United States Various: Conrad Tao (piano and Lumatone). Zankel Hall at Carnegie Hall, New York, 31.1.2025. (ES-S)

Debussy – Études, Books I & II
Conrad Tao – Improvisations for Lumatone; Keyed In
Harold Arlen (arr. Art Tatum) – ‘Over the Rainbow’ from The Wizard of Oz (transcr. Conrad Tao)
R. Schumann – ‘Auf einer Burg’ from Liederkreis, Op.39 No.7 (arr. for Lumatone by Conrad Tao)
Conrad Tao, now thirty, has had a long yet intermittent relationship with Carnegie Hall. His journey began as a child prodigy, performing Mozart’s four-hand pieces. Over time, he introduced his own compositions into classical programs, gradually showcasing his talent for curating eclectic and challenging programs.
In his most recent recital at Zankel Hall, Tao performed in a theater-in-the-round setting, with the stage centrally positioned and surrounded by the audience. He alternated between two instruments: a grand piano with its lid removed – altering its resonance and frequency dispersion – and the Lumatone, a relatively new keyboard that features 280 hexagonal, color-changing keys arranged in a grid. Its isomorphic design ensures that any given sequence or combination of musical intervals maintains the same shape across the keyboard, facilitating consistent fingering patterns in different keys.
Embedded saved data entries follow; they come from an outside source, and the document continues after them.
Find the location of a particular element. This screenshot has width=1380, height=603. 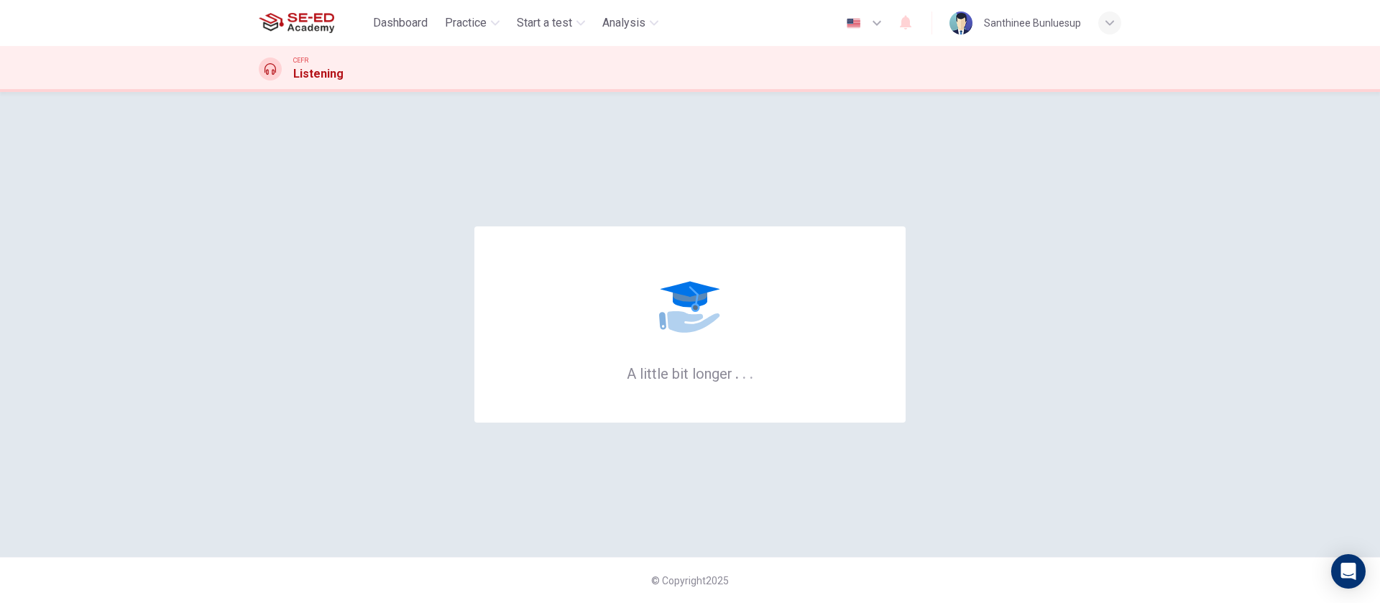

button: Dashboard is located at coordinates (400, 23).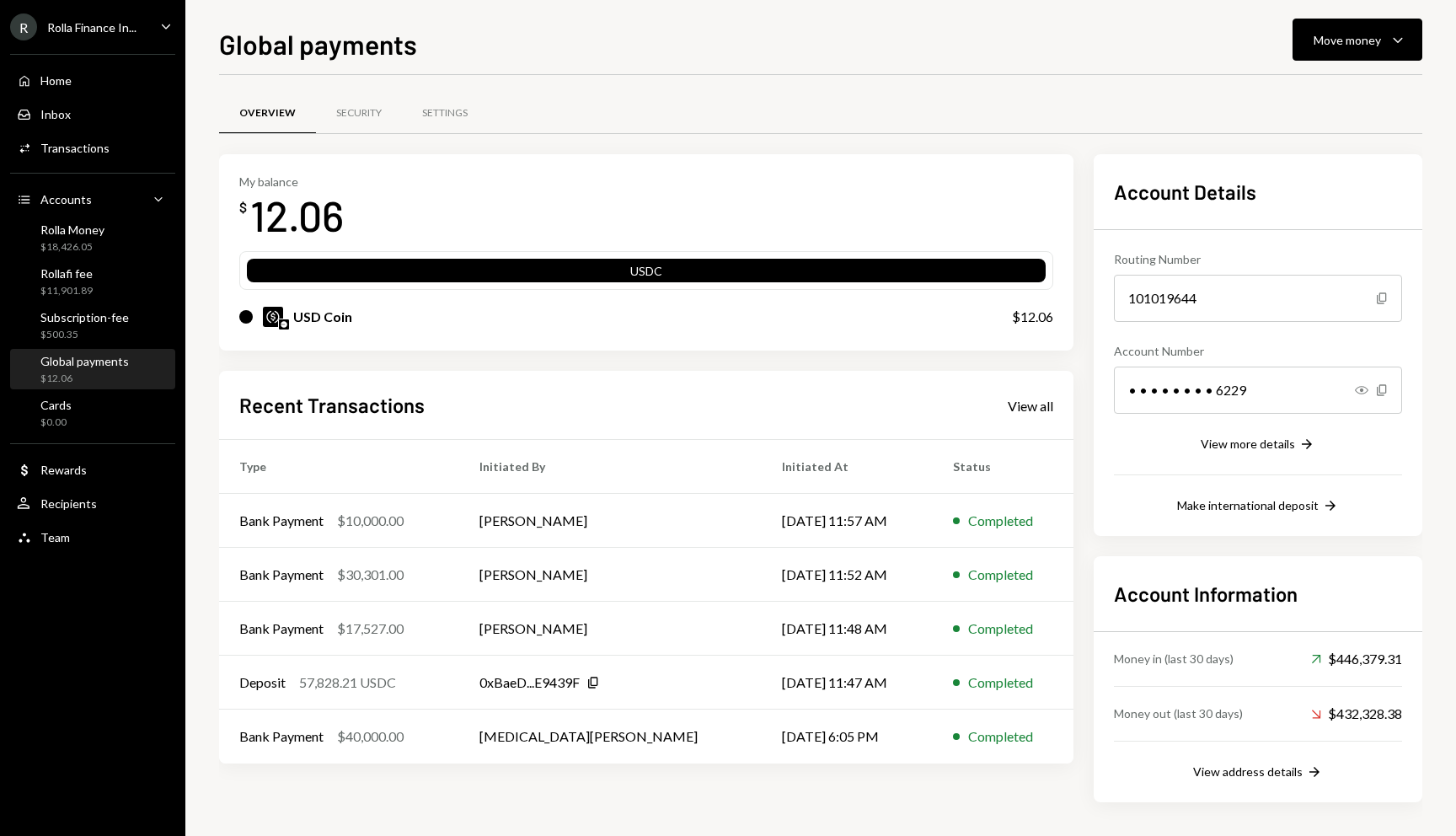 This screenshot has width=1456, height=836. I want to click on div: Rolla Finance In..., so click(91, 27).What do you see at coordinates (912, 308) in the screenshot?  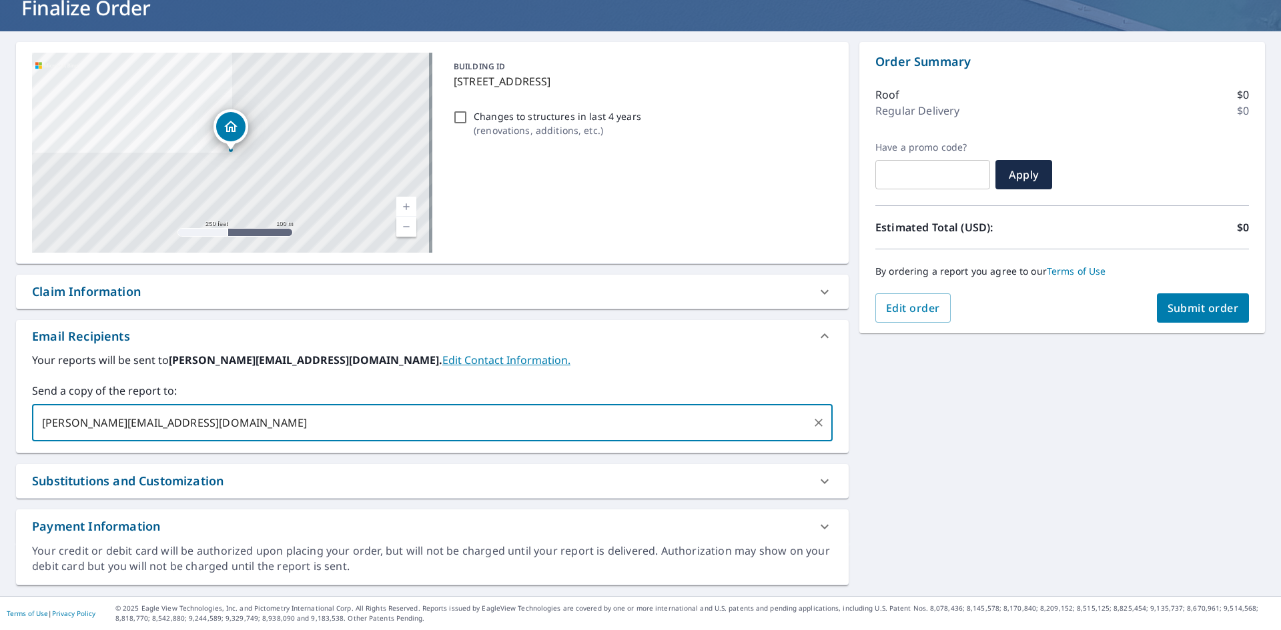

This innovative instrument allows for customizable layouts and mappings, potentially offering performers greater freedom.
The recital was anchored and framed by the two books of Claude Debussy’s Études, his late masterpieces. As expected, the enormous technical challenges that each individual movement explicitly focuses on – such as various intervals, chromatic scales, ornaments, repeated notes, opposing sonorities and composite arpeggios – were easily dispatched by the prodigiously technically-gifted Tao. The pianist also offered idiosyncratic interpretations of the works which are celebrated for their musical depth, exploration of sonorities and harmonic language and myriad expressive nuances.
Tao’s individualistic approach yielded discernible differences in his interpretations of Debussy’s two books of Études. In the first six, he adopted a certain dispassion, emphasizing the music’s modernist elements and highlighting its harmonic and formal peculiarities. The latter six unfolded with greater lyricism and elegance, aligning more closely with the widely accepted interpretation of Debussy’s piano music.
In his performance, Tao also underscored their forward- and backward-looking nature which extends well beyond the homage to Chopin’s Études, their original source of inspiration. His interpretations conjured a variety of reminiscences. Frequent jazzy inflections emerged throughout, starting with the first étude, ‘Pour les cinq doigts’. The Étude No10, ‘Pour les sonorités opposées’, suggested elements of late Liszt, while the outer sections of the Étude No.12, ‘Pour les accords’, evoked Stravinskian ferocity. One could discern Robert Schumann’s expressive and intricate piano textures in the Étude No.11, ‘Pour les arpèges composés’.
Schumann’s ‘Auf einer Burg’, one of the songs in his Liederkreis, Op.39 collection – which I heard a couple of days earlier in Princeton in the incomparable rendition of baritone Christian Gerhaher – was among the most intriguingly interpreted pieces by Tao on the Lumatone. In one of his multiple remarks during the performance, Tao noted that, in its treatment of harmonies and space, the lied was ‘two centuries ahead of its time’. The Lumatone’s capability to alter the pitch after a key is pressed imparted an aural eeriness to Tao’s adaptation, complementing Schumann and Joseph von Eichendorff’s depiction of a wedding party passing by with the lovely bride mysteriously weeping.

On the other hand, Tao’s improvisations on the Lumatone – one of which served as an encore where he accompanied his own wordless song – lacked transparency, sounding ‘muddy’ and purposeless on the instrument, which he had programmed to divide an octave into 53 distinct notes.
While Tao’s transcription of Art Tatum’s version of Harold Arlen’s ‘Over the Rainbow’ seemed an oddity in an otherwise carefully curated program, his original composition Keyed In, performed on a prepared piano, provided an intriguing echo to Debussy’s Études. The piece reflected a similar preoccupation with the melodic qualities emerging from repeated rhythmic patterns executed on the piano as a percussion instrument. Nevertheless, the composition felt somewhat lengthy and a contrasting section appeared contrived, which did not enhance the overall experience.
Despite any reservations, Conrad Tao once again proved that – with his interpretative prowess, fierce individuality and canny fusion of the old and the new – he is an artist whose every step is worth following.